I don't like to do too much gift-exchanging because it comes off as phony and people seem to really get each other things that the recipient wants or needs. If I happen to see something that someone I know might want, I'll get it for them because I dig them and I want to make them happy. But this whole compulsary gift thing that so many holidays are turning into is ridiculous (and speaks to the power of Hallmark). Mothers' Day was started as an internationalist anti-war holiday, honoring mothers around the world and calling on them to unite and make sure no mother would ever have to send her son off to kill or die for some leader's ambitions. If I really wanted to honor mothers day, I'd donate a sum of money to the War Resister's League in my mom's name.

-- Anonymous, May 14, 2001


I did give my wife a pair of earrings that caught my eye -- one earring is a crescent moon and the other is a similarly shaped sun. As soon as she opened the box she said, "This is appropriate. A mother's job is 24-7." Mother's Day is a minor holiday in our house -- less important than our anniversary, more important than my birthday.

-- Anonymous, May 14, 2001

For two weeks, I tried to put together a Mother's Day gift for Julie. For those two weeks, I tried for hours to teach the still-mum Schuyler to say "mama". It was going to be great.

Yep. You can probably guess how cooperative Schuyler was. "Aaaaaa oooooooo" is pretty close, I thought...

-- Anonymous, May 14, 2001



My husband gave me a box of candy from the cats. this is the first time he's ever done anything like this and it was more a joke than anyone else. We don't ever refer to the cats as our children or anything like that.

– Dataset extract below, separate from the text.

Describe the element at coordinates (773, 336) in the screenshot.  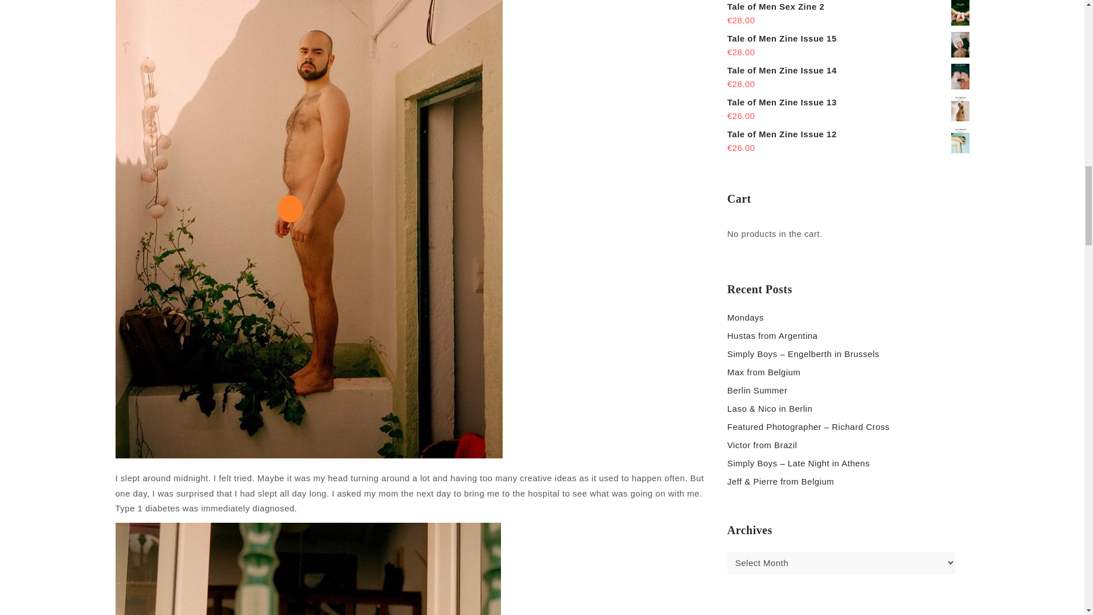
I see `Hustas from Argentina` at that location.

Personally, if I were a mother, I'd want gifts from the children but not my husband because I'm not his mother. The idea of him thinking of me as that instead of as his wife gives me the creeps. What's next, calling me "Mommy"? I realize most women don't feel this way and I don't have any kids anyway. But I don't believe my dad gave my mom stuff for mother's day.

-- Anonymous, May 15, 2001


I was blessed to get a beautiful bouquet of flowers the hub and a juicer "from the boys" who are 3 and 5 1/2 months. They also bought me cards and took me out to lunch which was really nice.

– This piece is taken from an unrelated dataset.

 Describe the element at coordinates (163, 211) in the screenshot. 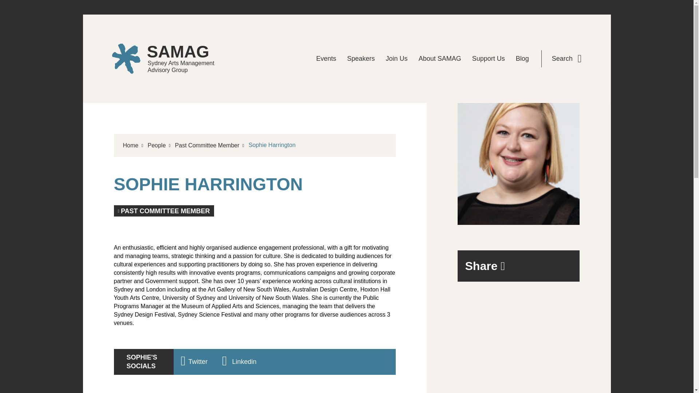

I see `Search` at that location.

As far as getting something from the hub, I think it's not so much an issue that I'm not his mom, but it's just nice that he does so out of appreciation of all that I do as his children's mom.

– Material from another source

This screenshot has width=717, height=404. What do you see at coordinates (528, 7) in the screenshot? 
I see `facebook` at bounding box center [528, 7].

-- Anonymous, May 16, 2001


I had really hoped to get a present this Mother's Day since it was my first one. The baby's too young to pick out a gift, of course, but my husband could have picked one and signed it for the Boy.

I got nothing. My mother-in-law says it's her fault for teaching them as kids that they didn't need to buy her gifts, but he -got- her a gift this year. I'm still grumpy.

-- Anonymous, May 16, 2001


Cameron painted a terracotta pot and planted petunias in it for me, and Ferris made a plastic cup that says I Love You Mom, on a rainbow striped background. They made these themselves, with some help from their teachers, and I'm thrilled. That homemade stuff is priceless.

We sent cards to my mom, and we sent her something from Amazon.

-- Anonymous, May 16, 2001


but not my husband because I'm not his mother. The idea of him thinking of me as that instead of as his wife gives me the creeps.

Not my point at all, and I don't think any husband who gives his wife something for that day thinks of her as his mother - it's more of a "hey, I know you have a tough job, here's something to show I appreciate all that you do, you're a good mom to our kids" sorta thing - which, believe me, mother's need all of that they can get. I don't think there is anything wrong with a husband doing that.

But when having small kids who obviously can't really do much for the day I thought it would have been nice to have gotten some sort of tip- o-the-hat from the husband acknowledging my past 7 months of sleepless nights, childbirth, the fun of pregnancy - you know, just trivial matters like that.

He didn't even get ~his~ mother anything - I sent her flowers. (I always send her flowers.)Of course, he's the one who got thanked for picking out such a beautiful arrangement - I don't think he even knew what I sent her. Doh!